Developers have reacted angrily to Nokia's move to lock down the Symbian code, saying it's no longer open source.
The company confirmed, confusingly, that Symbian would now only be available to existing collaborators under an “open and direct” model, with the code locked away from the general public.
“Nokia is making the Symbian platform available under an alternative, open and direct model, to enable us to continue working with the remaining Japanese OEMs and the relatively small community of platform development collaborators we are already working with,” the company said in a blog post.
Your 'open' is a lie. You aren’t an enabler. You can’t be trusted to keep your own promises
“Through these pages we are releasing source code to these collaborators, but are not maintaining Symbian as an open-source development project.”
According to the company, the Nokia Symbian License provides access to Nokia’s additional Symbian development tools only for parties which already collaborate with Nokia on the Symbian platform.
Developers may be able to get access to the code if their registration is approved by Nokia, but Symbian is shut to the general public, the company said.
The Symbian community, which extends further than immediate collaborators, said the move was disingenuous and forum posters suggested Microsoft was behind the decision to close Symbian.
“Now you’re playing the woolly words game again,” wrote one poster in response to Nokia's announcement. “Semantics, shemantics. Your 'open' is a lie. You aren’t an enabler. You can’t be trusted to keep your own promises.”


ACTIVITY –
Your reply should be the entries, output word for word, with each picture omitted.

RECORDS SUPPLIED –
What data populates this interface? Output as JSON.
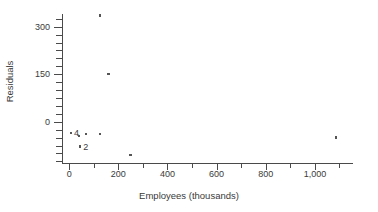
{
  "chart_data": {
    "type": "scatter",
    "title": "",
    "xlabel": "Employees (thousands)",
    "ylabel": "Residuals",
    "xlim": [
      -25,
      1155
    ],
    "ylim": [
      -130,
      340
    ],
    "grid": false,
    "legend": null,
    "x_ticks": [
      0,
      200,
      400,
      600,
      800,
      1000
    ],
    "x_tick_labels": [
      "0",
      "200",
      "400",
      "600",
      "800",
      "1,000"
    ],
    "x_minor_ticks": [
      100,
      300,
      500,
      700,
      900,
      1100
    ],
    "y_ticks": [
      0,
      150,
      300
    ],
    "y_tick_labels": [
      "0",
      "150",
      "300"
    ],
    "y_minor_ticks": [
      -125,
      -100,
      -75,
      -50,
      -25,
      25,
      50,
      75,
      100,
      125,
      175,
      200,
      225,
      250,
      275,
      325
    ],
    "points": [
      {
        "x": 125,
        "y": 335,
        "label": ""
      },
      {
        "x": 160,
        "y": 150,
        "label": ""
      },
      {
        "x": 8,
        "y": -35,
        "label": "4"
      },
      {
        "x": 40,
        "y": -45,
        "label": ""
      },
      {
        "x": 68,
        "y": -38,
        "label": ""
      },
      {
        "x": 125,
        "y": -38,
        "label": ""
      },
      {
        "x": 45,
        "y": -78,
        "label": "2"
      },
      {
        "x": 250,
        "y": -105,
        "label": ""
      },
      {
        "x": 1085,
        "y": -50,
        "label": ""
      }
    ],
    "annotations": [
      {
        "text": "4",
        "x": 8,
        "y": -35
      },
      {
        "text": "2",
        "x": 45,
        "y": -78
      }
    ],
    "marker_color": "#555555",
    "axis_color": "#4a4a4a"
  }
}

WORKED SOLUTION –
What data populates this interface? Output as JSON.
{
  "chart_data": {
    "type": "scatter",
    "title": "",
    "xlabel": "Employees (thousands)",
    "ylabel": "Residuals",
    "xlim": [
      -25,
      1155
    ],
    "ylim": [
      -130,
      340
    ],
    "grid": false,
    "legend": null,
    "x_ticks": [
      0,
      200,
      400,
      600,
      800,
      1000
    ],
    "x_tick_labels": [
      "0",
      "200",
      "400",
      "600",
      "800",
      "1,000"
    ],
    "x_minor_ticks": [
      100,
      300,
      500,
      700,
      900,
      1100
    ],
    "y_ticks": [
      0,
      150,
      300
    ],
    "y_tick_labels": [
      "0",
      "150",
      "300"
    ],
    "y_minor_ticks": [
      -125,
      -100,
      -75,
      -50,
      -25,
      25,
      50,
      75,
      100,
      125,
      175,
      200,
      225,
      250,
      275,
      325
    ],
    "points": [
      {
        "x": 125,
        "y": 335,
        "label": ""
      },
      {
        "x": 160,
        "y": 150,
        "label": ""
      },
      {
        "x": 8,
        "y": -35,
        "label": "4"
      },
      {
        "x": 40,
        "y": -45,
        "label": ""
      },
      {
        "x": 68,
        "y": -38,
        "label": ""
      },
      {
        "x": 125,
        "y": -38,
        "label": ""
      },
      {
        "x": 45,
        "y": -78,
        "label": "2"
      },
      {
        "x": 250,
        "y": -105,
        "label": ""
      },
      {
        "x": 1085,
        "y": -50,
        "label": ""
      }
    ],
    "annotations": [
      {
        "text": "4",
        "x": 8,
        "y": -35
      },
      {
        "text": "2",
        "x": 45,
        "y": -78
      }
    ],
    "marker_color": "#555555",
    "axis_color": "#4a4a4a"
  }
}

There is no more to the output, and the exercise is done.